HOLLER – Review by Cate Marquis
Writer/director Nicole Riegel’s Holler focuses on a bright teen and her older brother who are barely scraping by in a small Ohio town where jobs have dried up as factories closed. The pair are trying to get by selling aluminum cans and scrap metal they find in dumpsters but the water in their home has been shut off and they are on the verge of eviction. A scrapper they sell to recruits them for his illegal operation, raiding the empty factories in the area for metal. It is a rough, dangerous life but they have little choice.
Ruth (Jessica Barden) is smart, makes good grades but has a rebellious streak that gets her in trouble. Her brother Blaze (Gus Halper) is her guardian since their jailed mother (Pamela Adlon) is addicted to opioids. He wants Ruth to leave to go to college, and is willing to do nearly anything give her a chance at a better life. Ruth is less sure about leaving.
British actress Jessica Barden is about ten years older than the character she plays but her age works in the part because of Ruth’s hard life. The story is semi-autobiographical in that it brings the director back to Ohio and the small town life she herself escaped.
This is a realistic, unblinking view from life at the bottom of the socioeconomic strata, but Holler is mercifully free of the poverty porn found in some films of this type. It tells some hard truths about a town devastated by off-shored industries, a place where the only way to have a chance at life is to leave. Despite that, Holler is a hopeful film, focused on the bond between brother and sister.
EDITOR’S NOTE:Holler is AWFJ’s Movie of the Week for June 11, 2021.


Task to carry out: An identical transcription of the records is required.

Data excerpts:
++++++++++
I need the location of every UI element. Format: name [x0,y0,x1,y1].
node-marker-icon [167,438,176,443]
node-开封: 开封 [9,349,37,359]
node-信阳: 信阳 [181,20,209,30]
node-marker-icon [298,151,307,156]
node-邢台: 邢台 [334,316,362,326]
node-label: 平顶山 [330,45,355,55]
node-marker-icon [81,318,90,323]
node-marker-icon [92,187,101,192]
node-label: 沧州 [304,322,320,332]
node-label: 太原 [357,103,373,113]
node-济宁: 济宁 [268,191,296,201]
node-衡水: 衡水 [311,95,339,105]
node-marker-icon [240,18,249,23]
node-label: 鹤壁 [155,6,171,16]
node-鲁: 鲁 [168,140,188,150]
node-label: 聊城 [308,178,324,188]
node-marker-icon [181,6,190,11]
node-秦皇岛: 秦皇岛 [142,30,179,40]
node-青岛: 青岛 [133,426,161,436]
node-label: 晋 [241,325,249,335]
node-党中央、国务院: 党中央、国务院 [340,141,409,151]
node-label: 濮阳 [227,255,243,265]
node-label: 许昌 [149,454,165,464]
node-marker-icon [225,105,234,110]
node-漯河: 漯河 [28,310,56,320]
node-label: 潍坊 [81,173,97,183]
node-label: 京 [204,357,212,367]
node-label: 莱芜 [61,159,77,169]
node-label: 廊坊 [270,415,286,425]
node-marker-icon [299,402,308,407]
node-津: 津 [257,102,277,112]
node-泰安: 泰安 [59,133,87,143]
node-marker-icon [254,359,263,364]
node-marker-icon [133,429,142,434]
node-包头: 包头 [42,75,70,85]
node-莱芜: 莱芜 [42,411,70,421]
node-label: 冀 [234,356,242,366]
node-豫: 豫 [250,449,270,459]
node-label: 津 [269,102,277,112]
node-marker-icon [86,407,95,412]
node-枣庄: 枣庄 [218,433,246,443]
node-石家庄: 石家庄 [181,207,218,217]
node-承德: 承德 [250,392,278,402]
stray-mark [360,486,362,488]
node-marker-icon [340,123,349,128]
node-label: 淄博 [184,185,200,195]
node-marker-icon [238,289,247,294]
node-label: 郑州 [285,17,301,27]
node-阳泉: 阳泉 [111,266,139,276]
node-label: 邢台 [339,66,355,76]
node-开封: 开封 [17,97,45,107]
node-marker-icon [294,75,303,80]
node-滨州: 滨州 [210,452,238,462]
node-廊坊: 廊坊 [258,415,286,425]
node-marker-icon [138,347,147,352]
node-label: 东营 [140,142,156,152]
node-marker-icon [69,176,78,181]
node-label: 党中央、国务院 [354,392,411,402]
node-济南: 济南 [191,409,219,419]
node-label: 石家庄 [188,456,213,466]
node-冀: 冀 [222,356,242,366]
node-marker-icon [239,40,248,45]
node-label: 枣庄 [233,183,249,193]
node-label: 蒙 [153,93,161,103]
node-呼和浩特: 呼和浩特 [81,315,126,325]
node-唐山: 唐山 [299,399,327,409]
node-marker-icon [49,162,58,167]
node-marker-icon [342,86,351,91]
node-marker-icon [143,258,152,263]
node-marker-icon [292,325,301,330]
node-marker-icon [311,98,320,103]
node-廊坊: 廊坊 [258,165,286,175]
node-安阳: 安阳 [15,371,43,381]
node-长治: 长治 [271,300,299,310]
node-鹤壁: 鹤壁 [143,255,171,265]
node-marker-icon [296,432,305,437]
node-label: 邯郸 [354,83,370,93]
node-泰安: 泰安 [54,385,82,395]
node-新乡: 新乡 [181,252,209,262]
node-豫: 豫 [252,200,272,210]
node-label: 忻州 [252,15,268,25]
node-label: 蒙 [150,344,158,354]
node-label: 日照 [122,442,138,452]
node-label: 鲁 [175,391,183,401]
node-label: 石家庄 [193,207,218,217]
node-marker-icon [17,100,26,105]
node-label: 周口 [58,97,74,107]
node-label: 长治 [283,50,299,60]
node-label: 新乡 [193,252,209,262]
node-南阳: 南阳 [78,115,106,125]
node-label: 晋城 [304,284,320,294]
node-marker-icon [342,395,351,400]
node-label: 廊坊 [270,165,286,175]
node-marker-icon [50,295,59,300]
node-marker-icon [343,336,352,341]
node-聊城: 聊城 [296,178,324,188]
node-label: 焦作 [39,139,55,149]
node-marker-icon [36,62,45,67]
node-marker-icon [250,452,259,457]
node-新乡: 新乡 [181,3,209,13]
++++++++++
Answer section:
I need the location of every UI element. Format: name [x0,y0,x1,y1].
node-marker-icon [167,438,176,443]
node-开封: 开封 [9,349,37,359]
node-信阳: 信阳 [181,20,209,30]
node-marker-icon [298,151,307,156]
node-邢台: 邢台 [334,316,362,326]
node-label: 平顶山 [330,45,355,55]
node-marker-icon [81,318,90,323]
node-marker-icon [92,187,101,192]
node-label: 沧州 [304,322,320,332]
node-label: 太原 [357,103,373,113]
node-济宁: 济宁 [268,191,296,201]
node-衡水: 衡水 [311,95,339,105]
node-marker-icon [240,18,249,23]
node-label: 鹤壁 [155,6,171,16]
node-鲁: 鲁 [168,140,188,150]
node-label: 聊城 [308,178,324,188]
node-marker-icon [181,6,190,11]
node-秦皇岛: 秦皇岛 [142,30,179,40]
node-青岛: 青岛 [133,426,161,436]
node-label: 晋 [241,325,249,335]
node-党中央、国务院: 党中央、国务院 [340,141,409,151]
node-label: 濮阳 [227,255,243,265]
node-label: 许昌 [149,454,165,464]
node-marker-icon [225,105,234,110]
node-漯河: 漯河 [28,310,56,320]
node-label: 潍坊 [81,173,97,183]
node-label: 京 [204,357,212,367]
node-label: 莱芜 [61,159,77,169]
node-label: 廊坊 [270,415,286,425]
node-marker-icon [299,402,308,407]
node-津: 津 [257,102,277,112]
node-泰安: 泰安 [59,133,87,143]
node-marker-icon [254,359,263,364]
node-marker-icon [133,429,142,434]
node-包头: 包头 [42,75,70,85]
node-莱芜: 莱芜 [42,411,70,421]
node-label: 冀 [234,356,242,366]
node-豫: 豫 [250,449,270,459]
node-label: 津 [269,102,277,112]
node-marker-icon [86,407,95,412]
node-枣庄: 枣庄 [218,433,246,443]
node-石家庄: 石家庄 [181,207,218,217]
node-承德: 承德 [250,392,278,402]
stray-mark [360,486,362,488]
node-marker-icon [340,123,349,128]
node-label: 淄博 [184,185,200,195]
node-marker-icon [238,289,247,294]
node-label: 郑州 [285,17,301,27]
node-阳泉: 阳泉 [111,266,139,276]
node-label: 邢台 [339,66,355,76]
node-开封: 开封 [17,97,45,107]
node-marker-icon [294,75,303,80]
node-滨州: 滨州 [210,452,238,462]
node-廊坊: 廊坊 [258,415,286,425]
node-marker-icon [138,347,147,352]
node-label: 东营 [140,142,156,152]
node-marker-icon [69,176,78,181]
node-label: 党中央、国务院 [354,392,411,402]
node-济南: 济南 [191,409,219,419]
node-label: 石家庄 [188,456,213,466]
node-冀: 冀 [222,356,242,366]
node-marker-icon [239,40,248,45]
node-label: 枣庄 [233,183,249,193]
node-label: 蒙 [153,93,161,103]
node-呼和浩特: 呼和浩特 [81,315,126,325]
node-唐山: 唐山 [299,399,327,409]
node-marker-icon [49,162,58,167]
node-marker-icon [342,86,351,91]
node-marker-icon [143,258,152,263]
node-marker-icon [292,325,301,330]
node-marker-icon [311,98,320,103]
node-廊坊: 廊坊 [258,165,286,175]
node-安阳: 安阳 [15,371,43,381]
node-长治: 长治 [271,300,299,310]
node-鹤壁: 鹤壁 [143,255,171,265]
node-marker-icon [296,432,305,437]
node-label: 邯郸 [354,83,370,93]
node-泰安: 泰安 [54,385,82,395]
node-新乡: 新乡 [181,252,209,262]
node-豫: 豫 [252,200,272,210]
node-label: 忻州 [252,15,268,25]
node-label: 蒙 [150,344,158,354]
node-label: 日照 [122,442,138,452]
node-label: 鲁 [175,391,183,401]
node-label: 石家庄 [193,207,218,217]
node-marker-icon [17,100,26,105]
node-label: 周口 [58,97,74,107]
node-label: 长治 [283,50,299,60]
node-label: 新乡 [193,252,209,262]
node-南阳: 南阳 [78,115,106,125]
node-label: 晋城 [304,284,320,294]
node-marker-icon [342,395,351,400]
node-label: 廊坊 [270,165,286,175]
node-marker-icon [50,295,59,300]
node-marker-icon [343,336,352,341]
node-聊城: 聊城 [296,178,324,188]
node-label: 焦作 [39,139,55,149]
node-marker-icon [36,62,45,67]
node-marker-icon [250,452,259,457]
node-新乡: 新乡 [181,3,209,13]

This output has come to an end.